During the late 1910s and early 20s, intense debates were conducted by Chinese intellectuals assessing Eastern versus Western civilization. These later developed into debates on science versus the philosophy of life. Progressive thinkers like Hu Shi viewed Western scientific civilization as an ideal for China and science as applicable in all disciplines, while thinkers like Liang Qichao 梁啓超 and Liang Shuming 梁漱溟 questioned the superiority of Western civilization and scientific rationality.
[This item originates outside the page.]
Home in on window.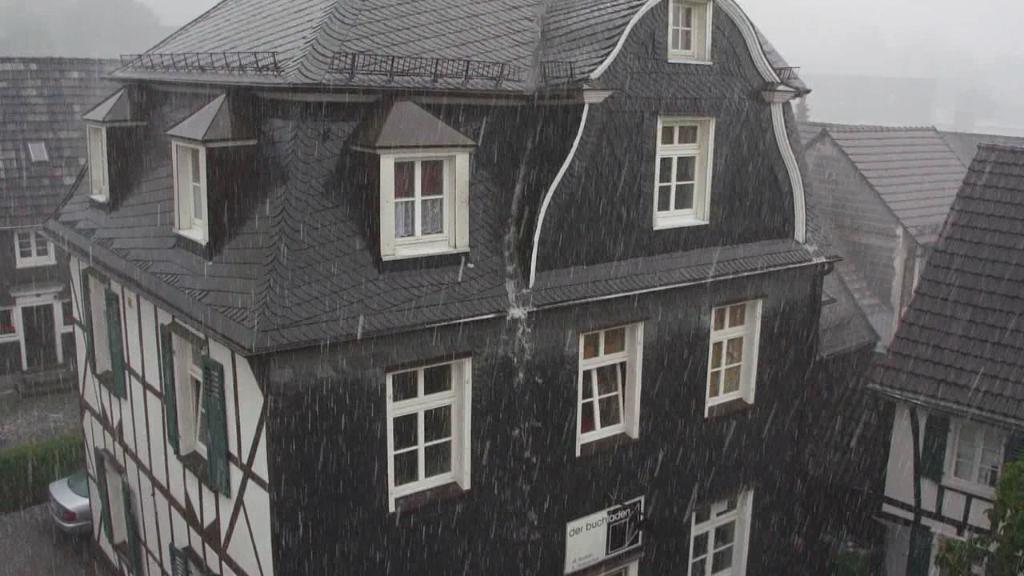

Tachibana, who stressed the role of emotion in his own philosophy and considered the accentuation of emotion as the characteristic of 20th century civilization, showed empathy with Liang Shuming, who reinterpret Confucianism with the aid of Bergsonʼs philosophy of life and proclaimed that the “view of life” representative of Chinese culture could solve the problems of the Western world. Yet there were also differences between the two: Liang was an advocate of Confucianism, while Tachibana discerned the Taoist philosophy of “nature” by Laozi as the essence of the “view of life” embodied in Chinese culture. The debates in China ended with the thinkers who tried to challenge the superiority of Western science and knowledge being overwhelmed. From the middle 1920s, science and empiricism came to be considered as the all-powerful solutions for both individual and social problems by most Chinese intellectuals. For young people the Marxism, advocated by those like Chen Duxiu 陳独秀, that saw objective materialism as the motive force in society, providing an interpretation of history and the sole truth governing human life dominated, while Tachibana turned to Asianism in the 1930s, claiming the superiority of the Gemeinschaft in the East that was supposed to be bound by emotion and will over the Gesellschaft in the West based on mere reason. This article concludes that, although intellectuals in Japan and China living contemporaneously in the post-WWI world, shared common concerns regarding the quest for meaning of life, as well as a reconsideration of Western civilization and scientific rationality, divergences can also be detected. In contrast to the strong presence of the pursuit of science and rationality in China, the critique and reconsideration of rationality was a steady undercurrent in contemporary Japan. The tension between Tachibana and the radical thinkers in China can be viewed as embodying such a divergence.
著作権等: ©史学研究会
許諾条件により本文は2025-09-30に公開
DOI: 10.14989/shirin_104_5_587
URI: http://hdl.handle.net/2433/268738
出現コレクション:104巻5号

アイテムの詳細レコードを表示する

Export to RefWorks


出力フォーマット 


このリポジトリに保管されているアイテムはすべて著作権により保護されています。